Australian Artist Anna Glynn


contemporary multimedia artist

Australian artist Anna Glynn Hidden Worlds exhibition opened Michael Growder Cultural Attaché Australian Embassy Beijing China

Michael Growder Cultural Attache Australian Embassy Beijing opening Anna Glynn's 'Hidden Worlds' Exhibition

'Australian Arts in Asia Awards' finalist Hidden Worlds

In the magical Hidden Worlds exhibition, Australian artist Anna Glynn creates enchanting, dreamlike works, fusing Chinese traditional ink painting techniques with a Western aesthetic to create a new contemporary style.

Glynn has spent extensive time in China developing this new genre, utilising the natural character of Chinese materials. ‘Hidden Worlds’ was a showcase for pioneering artworks fusing East and West, traditional and contemporary.

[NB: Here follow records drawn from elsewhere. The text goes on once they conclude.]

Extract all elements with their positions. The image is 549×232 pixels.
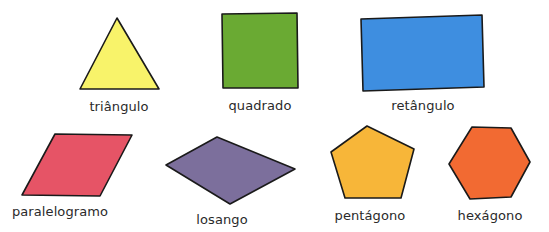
parallelogram-label: paralelogramo <box>12 204 108 219</box>
pentagon-label: pentágono <box>335 208 406 223</box>
hexagon-label: hexágono <box>458 208 523 223</box>
triangle-label: triângulo <box>89 99 148 114</box>
hexagon-shape <box>449 127 530 199</box>
parallelogram-shape <box>22 134 132 196</box>
square-label: quadrado <box>228 98 291 113</box>
rectangle-label: retângulo <box>391 98 454 113</box>
rhombus-label: losango <box>196 212 247 227</box>
pentagon-shape <box>331 126 414 198</box>
triangle-shape <box>80 18 159 89</box>
shapes-canvas <box>0 0 549 232</box>
rectangle-shape <box>361 15 484 91</box>
rhombus-shape <box>166 137 295 204</box>
square-shape <box>222 13 298 88</box>
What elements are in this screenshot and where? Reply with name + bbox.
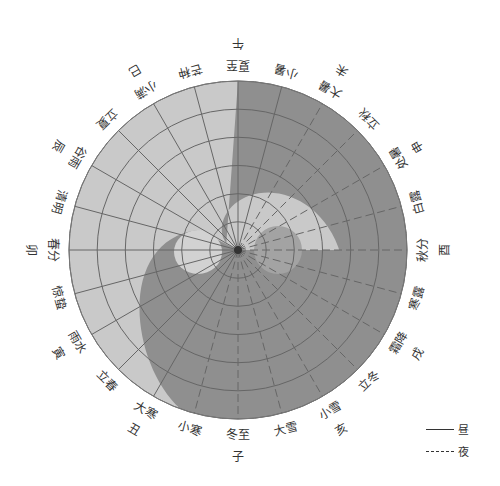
branch-label: 卯 — [24, 244, 38, 256]
solar-term-label: 夏至 — [226, 58, 250, 72]
branch-label: 子 — [232, 450, 244, 464]
solar-term-label: 芒种 — [177, 61, 204, 82]
solar-term-label: 春分 — [46, 238, 60, 262]
solar-term-label: 大暑 — [317, 78, 345, 102]
branch-label: 申 — [408, 138, 426, 155]
legend-night: 夜 — [426, 440, 469, 462]
solar-term-label: 雨水 — [66, 329, 90, 357]
solar-term-label: 冬至 — [226, 427, 250, 442]
branch-label: 亥 — [333, 420, 350, 438]
branch-label: 辰 — [50, 138, 68, 155]
dashed-line-icon — [426, 451, 454, 452]
solid-line-icon — [426, 429, 454, 430]
branch-label: 午 — [232, 36, 244, 50]
solar-term-label: 小雪 — [317, 398, 345, 422]
solar-term-label: 大雪 — [272, 419, 299, 439]
solar-term-label: 惊蛰 — [49, 284, 70, 311]
solar-term-label: 大寒 — [132, 397, 160, 422]
solar-term-label: 立夏 — [94, 106, 122, 134]
branch-label: 未 — [333, 62, 350, 80]
branch-label: 戌 — [408, 345, 426, 362]
legend-day: 昼 — [426, 418, 469, 440]
legend: 昼 夜 — [426, 418, 469, 462]
center-point — [234, 246, 242, 254]
legend-day-label: 昼 — [458, 421, 469, 437]
branch-label: 巳 — [126, 62, 143, 80]
solar-term-label: 小满 — [132, 78, 160, 102]
solar-term-label: 处暑 — [386, 144, 410, 172]
solar-term-label: 立冬 — [355, 367, 383, 395]
solar-term-label: 谷雨 — [66, 144, 90, 172]
solar-term-label: 清明 — [49, 189, 69, 216]
solar-term-label: 小寒 — [177, 418, 204, 439]
solar-term-label: 小暑 — [272, 61, 299, 81]
branch-label: 酉 — [438, 244, 452, 256]
solar-term-label: 霜降 — [386, 329, 410, 357]
solar-term-label: 白露 — [406, 189, 427, 216]
solar-term-label: 立秋 — [355, 106, 383, 134]
solar-term-label: 秋分 — [416, 238, 430, 262]
branch-label: 丑 — [126, 420, 143, 438]
taiji-solar-term-diagram: 夏至小暑大暑立秋处暑白露秋分寒露霜降立冬小雪大雪冬至小寒大寒立春雨水惊蛰春分清明… — [0, 0, 500, 486]
solar-term-label: 寒露 — [406, 284, 427, 311]
solar-term-label: 立春 — [94, 367, 122, 395]
legend-night-label: 夜 — [458, 443, 469, 459]
branch-label: 寅 — [50, 344, 69, 362]
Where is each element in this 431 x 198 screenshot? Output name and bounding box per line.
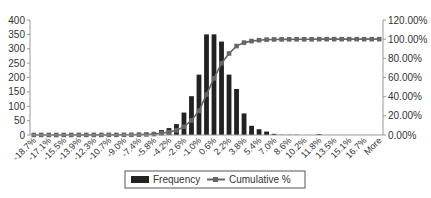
cumulative-marker — [362, 37, 367, 42]
histogram-chart: 050100150200250300350400 0.00%20.00%40.0… — [0, 0, 431, 198]
frequency-bar — [242, 113, 247, 135]
frequency-bar — [189, 96, 194, 135]
cumulative-marker — [309, 37, 314, 42]
y-left-tick-label: 200 — [8, 72, 25, 83]
cumulative-marker — [287, 37, 292, 42]
cumulative-marker — [324, 37, 329, 42]
y-left-tick-label: 300 — [8, 43, 25, 54]
cumulative-marker — [332, 37, 337, 42]
y-right-tick-label: 40.00% — [388, 91, 422, 102]
cumulative-marker — [339, 37, 344, 42]
cumulative-marker — [257, 38, 262, 43]
cumulative-marker — [249, 39, 254, 44]
cumulative-marker — [347, 37, 352, 42]
cumulative-marker — [264, 37, 269, 42]
x-axis: -18.7%-17.1%-15.5%-13.9%-12.3%-10.7%-9.0… — [11, 135, 384, 163]
frequency-bar — [204, 34, 209, 135]
cumulative-marker — [152, 132, 157, 137]
y-right-tick-label: 20.00% — [388, 110, 422, 121]
frequency-bar — [219, 42, 224, 135]
cumulative-marker — [369, 37, 374, 42]
cumulative-marker — [167, 130, 172, 135]
y-left-tick-label: 250 — [8, 58, 25, 69]
cumulative-marker — [174, 128, 179, 133]
frequency-bar — [197, 75, 202, 135]
y-left-tick-label: 0 — [19, 130, 25, 141]
y-right-tick-label: 80.00% — [388, 53, 422, 64]
y-left-tick-label: 50 — [14, 115, 26, 126]
frequency-bar — [249, 126, 254, 135]
frequency-bars — [31, 34, 321, 135]
cumulative-marker — [197, 108, 202, 113]
cumulative-marker — [144, 132, 149, 137]
cumulative-marker — [234, 44, 239, 49]
y-right-tick-label: 0.00% — [388, 130, 416, 141]
frequency-bar — [182, 113, 187, 135]
frequency-bar — [234, 89, 239, 135]
cumulative-marker — [302, 37, 307, 42]
legend-frequency-swatch — [131, 176, 149, 183]
cumulative-marker — [219, 61, 224, 66]
y-left-tick-label: 400 — [8, 15, 25, 26]
x-tick-label: More — [362, 135, 384, 157]
cumulative-marker — [272, 37, 277, 42]
cumulative-marker — [354, 37, 359, 42]
legend-cumulative-label: Cumulative % — [229, 174, 291, 185]
y-right-tick-label: 60.00% — [388, 72, 422, 83]
cumulative-marker — [242, 40, 247, 45]
cumulative-marker — [377, 37, 382, 42]
cumulative-marker — [212, 76, 217, 81]
frequency-bar — [264, 132, 269, 135]
y-axis-right: 0.00%20.00%40.00%60.00%80.00%100.00%120.… — [383, 15, 428, 141]
cumulative-marker — [279, 37, 284, 42]
cumulative-marker — [189, 118, 194, 123]
frequency-bar — [227, 75, 232, 135]
cumulative-marker — [294, 37, 299, 42]
legend-frequency-label: Frequency — [153, 174, 200, 185]
y-left-tick-label: 150 — [8, 86, 25, 97]
cumulative-marker — [204, 92, 209, 97]
legend: Frequency Cumulative % — [125, 171, 305, 188]
cumulative-marker — [227, 51, 232, 56]
legend-cumulative-marker-icon — [213, 177, 218, 182]
y-right-tick-label: 120.00% — [388, 15, 428, 26]
cumulative-marker — [317, 37, 322, 42]
y-axis-left: 050100150200250300350400 — [8, 15, 30, 141]
y-left-tick-label: 350 — [8, 29, 25, 40]
y-left-tick-label: 100 — [8, 101, 25, 112]
frequency-bar — [212, 34, 217, 135]
cumulative-marker — [182, 124, 187, 129]
frequency-bar — [257, 129, 262, 135]
y-right-tick-label: 100.00% — [388, 34, 428, 45]
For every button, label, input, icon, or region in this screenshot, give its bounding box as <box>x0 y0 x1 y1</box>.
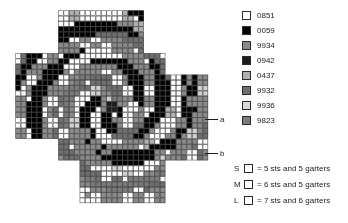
chart-marker-a: a <box>205 115 224 124</box>
legend-swatch-9934 <box>242 41 251 50</box>
marker-b-leader-line <box>205 153 218 154</box>
chart-grid-canvas <box>0 0 232 223</box>
legend-row: 9936 <box>242 98 342 113</box>
legend-label: 0059 <box>257 26 275 35</box>
legend-swatch-9932 <box>242 86 251 95</box>
size-code: M <box>234 180 244 189</box>
legend-row: 9823 <box>242 113 342 128</box>
legend-row: 9934 <box>242 38 342 53</box>
size-code: L <box>234 196 244 205</box>
size-swatch <box>244 180 253 189</box>
size-legend: S= 5 sts and 5 gartersM= 6 sts and 5 gar… <box>234 160 348 208</box>
size-text: = 5 sts and 5 garters <box>257 164 330 173</box>
legend-swatch-0851 <box>242 11 251 20</box>
legend-label: 0942 <box>257 56 275 65</box>
legend-swatch-9823 <box>242 116 251 125</box>
size-code: S <box>234 164 244 173</box>
marker-a-leader-line <box>205 119 218 120</box>
legend-row: 0851 <box>242 8 342 23</box>
legend-label: 9934 <box>257 41 275 50</box>
legend-row: 0437 <box>242 68 342 83</box>
legend-swatch-9936 <box>242 101 251 110</box>
chart-marker-b: b <box>205 149 224 158</box>
size-text: = 6 sts and 5 garters <box>257 180 330 189</box>
legend-label: 0437 <box>257 71 275 80</box>
legend-label: 9823 <box>257 116 275 125</box>
color-legend: 08510059993409420437993299369823 <box>242 8 342 128</box>
legend-swatch-0437 <box>242 71 251 80</box>
legend-label: 9936 <box>257 101 275 110</box>
legend-label: 0851 <box>257 11 275 20</box>
legend-swatch-0942 <box>242 56 251 65</box>
size-swatch <box>244 164 253 173</box>
legend-row: 9932 <box>242 83 342 98</box>
legend-row: 0942 <box>242 53 342 68</box>
marker-b-label: b <box>220 149 224 158</box>
size-legend-row: L= 7 sts and 6 garters <box>234 192 348 208</box>
size-swatch <box>244 196 253 205</box>
marker-a-label: a <box>220 115 224 124</box>
size-text: = 7 sts and 6 garters <box>257 196 330 205</box>
size-legend-row: S= 5 sts and 5 garters <box>234 160 348 176</box>
legend-row: 0059 <box>242 23 342 38</box>
size-legend-row: M= 6 sts and 5 garters <box>234 176 348 192</box>
legend-label: 9932 <box>257 86 275 95</box>
colorwork-chart: a b <box>0 0 232 223</box>
legend-swatch-0059 <box>242 26 251 35</box>
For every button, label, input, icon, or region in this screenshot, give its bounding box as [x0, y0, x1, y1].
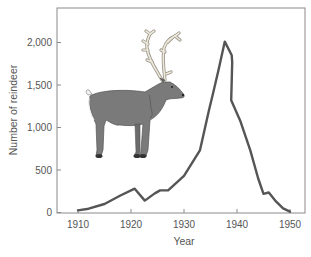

The Hidden Worlds exhibition in Beijing in 2012 was an artist-initiated project by contemporary Australian multimedia artist Anna Glynn. It was the culmination of a number of years work by Anna Glynn in China and was included by the Australian Embassy as part of the celebration of the 40th anniversary of Australia-China diplomatic relations.

The major partner for Hidden Worlds was Harmony Space Gallery where Glynn worked closely with Chinese curator Wang Yingxiao and director Zhang Tiejun.

Since 2006 Glynn has travelled to China every year for exhibitions and residencies, to collaborate with Chinese artists and create new partnerships. In 2008 Glynn began to develop new works that fuse Chinese traditional ink painting techniques with a Western aesthetic, to create a new contemporary style. During her time in China she developed this innovative genre, utilising the natural character of the Chinese materials to create an enchanted world where, hidden within the image, new stories unfold…nothing is as it seems! Ephemeral, fleeting layers of time, past and present overlap and resonate with memories and stories. These poetic works rely on the natural materials - a sweep of a traditional brush laden with Chinese ink - precise but random - water and ink – control and flow.

Anna Glynn's work using traditional Chinese materials is creating a great deal of interest and positive critical responses from the Chinese audience and Chinese collectors. The expansion of her technique using traditional Chinese materials in new ways has garnered great interest both in Australia and China. There has been a strong positive reaction to these works and to their contribution to the development of a fusion between western art designs and traditional Chinese techniques.


"Anna Glynn creates a new life with ink using the traditional Chinese painting tools from her personalized perspective of aesthetic appreciation. The swift skill of using ink enables her to show a wonderful world in a completely free and appropriate way.

Different experiences in many environments and cultural traditions have freed her from the fixed aesthetic standard for traditional Chinese ink painting and given her full rein to a more humane and creative mastery of ink.

Anna Glynn’s paintings have opened up a new frontier, a secret mysterious metaphorical poem opening wide to life. She uses a crystalline lens projecting dream-like images from her inner heart to explain the true meaning of existence."

Wang Yingxiao, Curator Hidden Worlds exhibition Beijing 2012


“Anna Glynn’s work is passionate in its perception and understanding of the meaning of balancing the human mind and Nature’s spirit. Her creations absorb Nature’s great feelings and express the beauty of the silence of the Universe…”

Professor Wenyi Yu, Ph.D. Senior Researcher, Cultural Industries Institute, Peking University, Beijing Visiting Scholar at Buffalo State College, State University of New York, Buffalo, NY


“Anna Glynn is an artist who uses continuously innovative ink painting to present her art vitality in the contemporary Sino-Australian art circles …her own unique female gentleness hides an almost masculine strength and boldness to create works mysteriously rich and full of vigor…. Appreciating her works, the audience can see her skillful ink techniques, incredible mastery of painting, rich human atmosphere, poetic and aesthetic conception, and experience a mysterious, elegant art form…; her works are a pure and innovative realm through which people can understand nature and life.”

Wang Wuji, Chinese contemporary art critic Beijing 2012

Australian Cultural Activities in China

Assisted by the Australian Embassy Beijing as part of the celebration of the 40th anniversary of Australia-China diplomatic relations.